For this very reason, make every effort to supplement your faith with virtue, and virtue with knowledge, and knowledge with self-control, and self-control with steadfastness, and steadfastness with godliness, and godliness with brotherly affection, and brotherly affection with love. For if these qualities are yours and are increasing, they keep you from being ineffective or unfruitful in the knowledge of our Lord Jesus Christ. For whoever lacks these qualities is so nearsighted that he is blind, having forgotten that he was cleansed from his former sins. Therefore, brothers, be all the more diligent to make your calling and election sure, for if you practice these qualities you will never fall. (2 Pet 1:5-10)
And since the Holy Spirit dwells in the elect, who have become believers, as in His temple, and is not idle in them, but impels the children of God to obedience to God’s commands, believers, likewise, should not be idle, and much less resist the impulse of God’s Spirit, but should exercise themselves in all Christian virtues, in all godliness, modesty, temperance, patience, brotherly love, and give all diligence to make their calling and election sure, in order that the more they experience the power and strength of the Spirit within them, the less they may doubt concerning it. For the Spirit bears witness to the elect that they are God’s children (Rom 8:16). And although they sometimes fall into temptation so grievous that they imagine they perceive no more power of the indwelling Spirit of God, and say with David, “I said in my alarm, ‘I am cut off from before Your sight’” (Psa 31:22), yet they should, without regard to what they experience in themselves, again say with David, in the words immediately following (as is written in the same place), “But You heard the voice of my pleas for mercy when I cried for help.”
And since the Holy Spirit dwells in the elect, who have become believers, as in His temple, and is not idle in them, but impels the children of God to obedience to God’s commands, believers, likewise, should not be idle, and much less resist the impulse of God’s Spirit, but should exercise themselves in all Christian virtues, in all godliness, modesty, temperance, patience, brotherly love, and give all diligence to make their calling and election sure, in order that the more they experience the power and strength of the Spirit within them, the less they may doubt concerning it. For the Spirit bears witness to the elect that they are God’s children (Rom 8:16). And although they sometimes fall into temptation so grievous that they imagine they perceive no more power of the indwelling Spirit of God, and say with David, “I said in my alarm, ‘I am cut off from before Your sight’” (Psa 31:22), yet they should, without regard to what they experience in themselves, again say with David, in the words immediately following (as is written in the same place), “But You heard the voice of my pleas for mercy when I cried for help.”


* What you have to do: The required output is the lines from the one with "detect 'table'" through the end of the data, repeated verbatim, with no pictures included.
╭─ Records for this exercise
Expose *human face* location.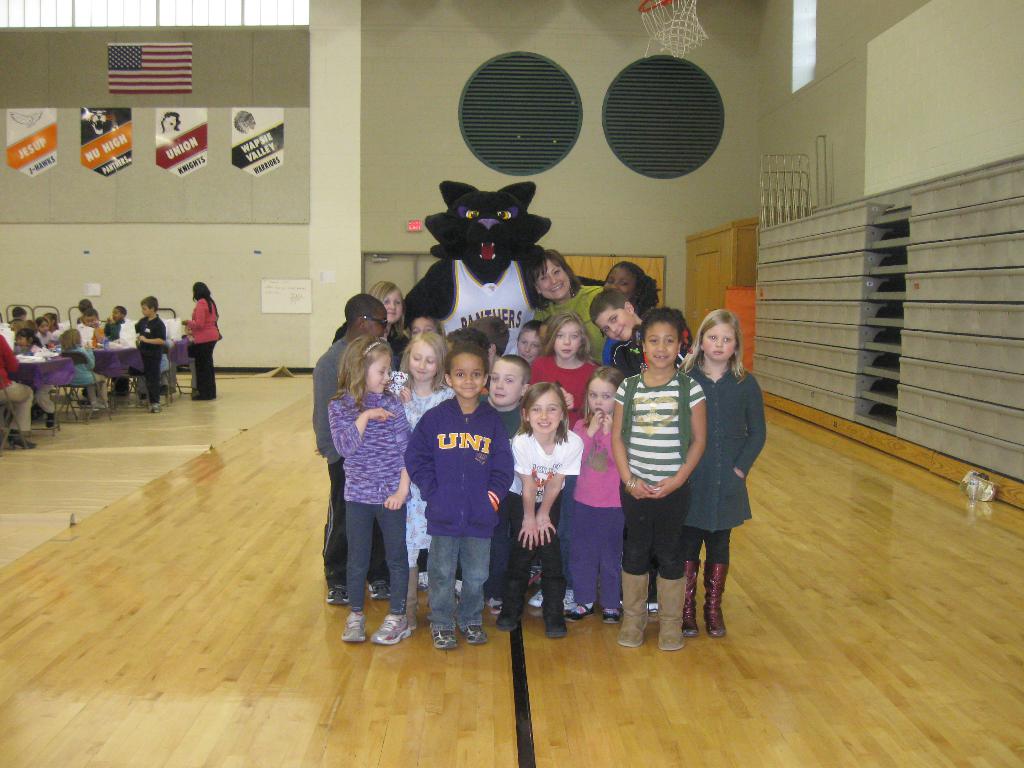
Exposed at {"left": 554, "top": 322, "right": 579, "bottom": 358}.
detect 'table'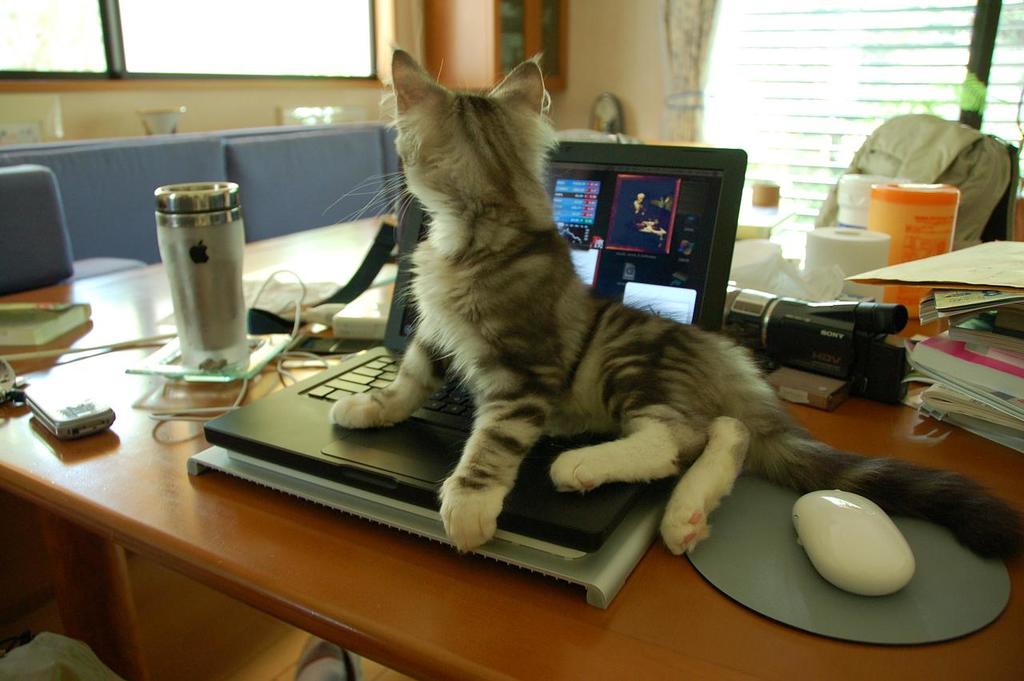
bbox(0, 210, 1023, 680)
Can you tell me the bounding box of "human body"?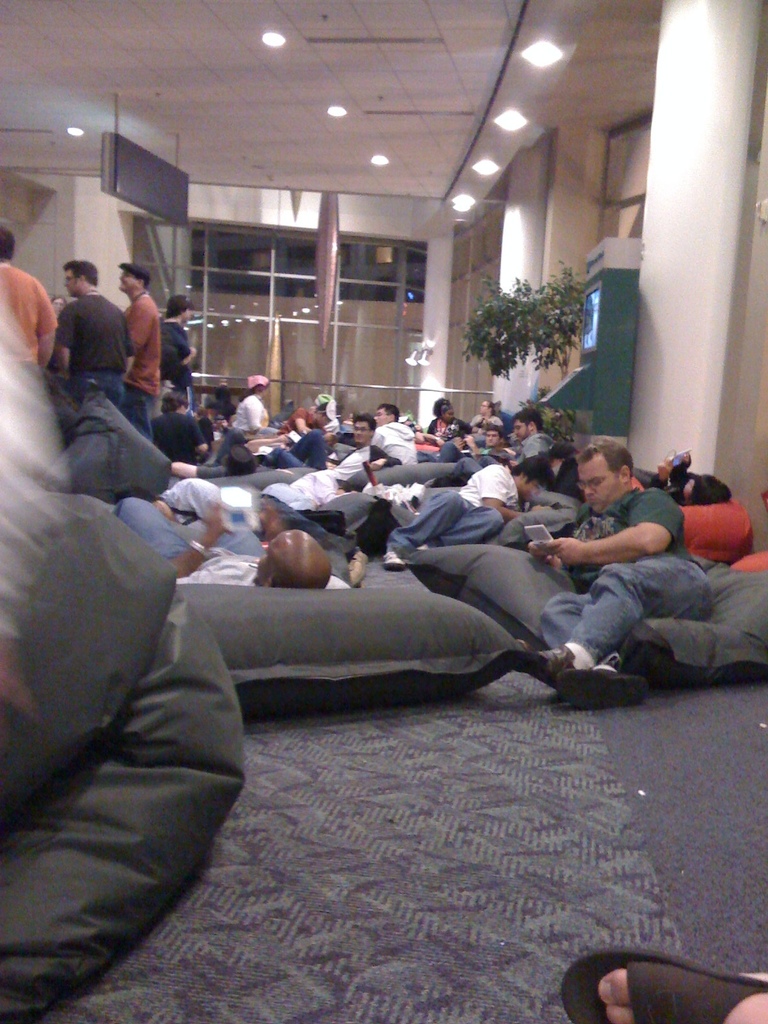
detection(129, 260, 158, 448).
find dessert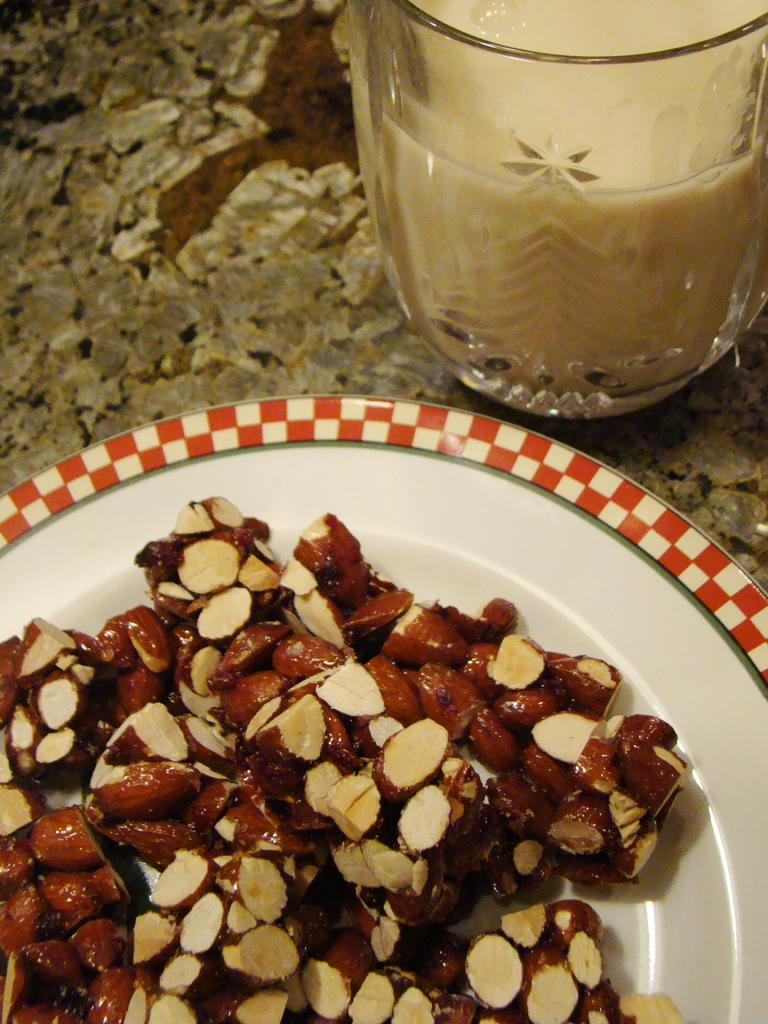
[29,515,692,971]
╰─
* Result for this exercise:
detect 'table'
bbox(0, 210, 1023, 680)
Can you tell me the bounding box of "human body"?
detection(129, 260, 158, 448).
find dessert
[29,515,692,971]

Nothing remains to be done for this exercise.